Food
Eight treasures on the festive table
Updated: 2011-02-08 07:36
By Shi Yingying (China Daily)
Shanghai
There's only one dessert that truly deserves pride of place on the Shanghainese family's Chinese New Year Eve reunion dinner - a pile of tender and sticky rice topped with candied fruit and stuffed with a center of sweetened red bean paste. This is babao fan, or eight treasures rice pudding.
Risotto may easily win awards as the most clichd dish of the decade, but it is this sweet rice pudding that brings comfort during the cold, wet nights of a Shanghai winter.
Baboa fan - a colorful pile of sweetness and good wishes. Provided to China Daily |
The rice pudding is steamed and fragrant with its topping of preserved plums, dates and the finishing touch of an osmanthus sauce drizzled over the piping hot pudding.
Eating is not supposed to be a transcendent experience and there is no need to decipher flavors, or to justify its price, according to Shanghainese Miranda Yao, who learnt how to make the rice pudding in the city where she grew up.
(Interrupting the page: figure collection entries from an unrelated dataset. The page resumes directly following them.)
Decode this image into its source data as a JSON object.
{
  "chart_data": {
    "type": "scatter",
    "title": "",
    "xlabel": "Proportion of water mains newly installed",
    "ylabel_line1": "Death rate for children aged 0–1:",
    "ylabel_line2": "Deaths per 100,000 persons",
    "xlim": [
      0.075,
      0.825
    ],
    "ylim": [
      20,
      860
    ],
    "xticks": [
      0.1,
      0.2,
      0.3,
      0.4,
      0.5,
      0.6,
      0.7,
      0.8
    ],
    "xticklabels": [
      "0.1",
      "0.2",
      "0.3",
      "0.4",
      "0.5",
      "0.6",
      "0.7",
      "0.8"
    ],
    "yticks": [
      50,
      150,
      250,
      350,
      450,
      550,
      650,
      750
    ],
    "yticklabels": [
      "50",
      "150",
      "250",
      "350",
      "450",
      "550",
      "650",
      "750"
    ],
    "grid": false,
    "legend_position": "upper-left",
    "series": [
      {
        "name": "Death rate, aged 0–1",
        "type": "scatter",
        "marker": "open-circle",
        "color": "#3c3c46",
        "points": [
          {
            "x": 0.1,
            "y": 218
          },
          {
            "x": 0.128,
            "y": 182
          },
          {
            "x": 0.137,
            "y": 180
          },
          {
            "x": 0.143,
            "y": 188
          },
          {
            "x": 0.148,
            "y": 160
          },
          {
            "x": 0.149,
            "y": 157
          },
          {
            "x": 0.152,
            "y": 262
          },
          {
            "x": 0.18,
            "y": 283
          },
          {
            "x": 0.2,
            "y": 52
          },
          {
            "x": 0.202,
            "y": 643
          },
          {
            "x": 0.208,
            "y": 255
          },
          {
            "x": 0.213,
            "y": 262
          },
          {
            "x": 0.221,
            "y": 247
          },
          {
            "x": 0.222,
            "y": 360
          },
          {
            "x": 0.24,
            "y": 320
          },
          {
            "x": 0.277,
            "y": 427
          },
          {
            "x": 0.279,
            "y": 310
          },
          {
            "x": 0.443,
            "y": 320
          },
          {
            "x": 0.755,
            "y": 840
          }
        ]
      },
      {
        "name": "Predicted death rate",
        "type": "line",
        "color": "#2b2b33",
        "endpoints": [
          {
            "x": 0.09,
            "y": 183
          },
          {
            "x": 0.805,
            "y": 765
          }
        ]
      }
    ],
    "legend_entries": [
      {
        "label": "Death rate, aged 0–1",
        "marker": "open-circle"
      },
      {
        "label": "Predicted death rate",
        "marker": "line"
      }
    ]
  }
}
For her, some of the most powerful recollections are those infused with the scent of the eight-treasure rice pudding and family.
"We never cut it into equal portions, never. The traditional way of serving it on the big round table with family around is to have a spoon in everybody's hand and you get to pick your favorite part - whether it's the rice itself, candied fruit or red bean paste," she says.
"I don't exactly know the origin of the name, but in the old days when there was not much available, people put leftover nuggets of lotus seeds, gingko nuts, raisins, honeydew, preserved peaches, pear, ginger and plums on the steamed rice - I guess that's the eight treasures," says Yao. "It is a dessert meant to seem decadent, without the embellishment of expensive ingredients."
Bolstered by her childhood memories of this Shanghai dessert, Yao now runs a small cooking studio that offers classes teaching novice cooks how to make the eight-treasure rice pudding before the Lunar New Year every spring.
In the chilly winter of Shanghai, this is the dish to delight the children, heal the soul or feed a family. It is the kind of dessert, like fruit cake at Christmas, that is made to reconnect with memories. That's the real treasure.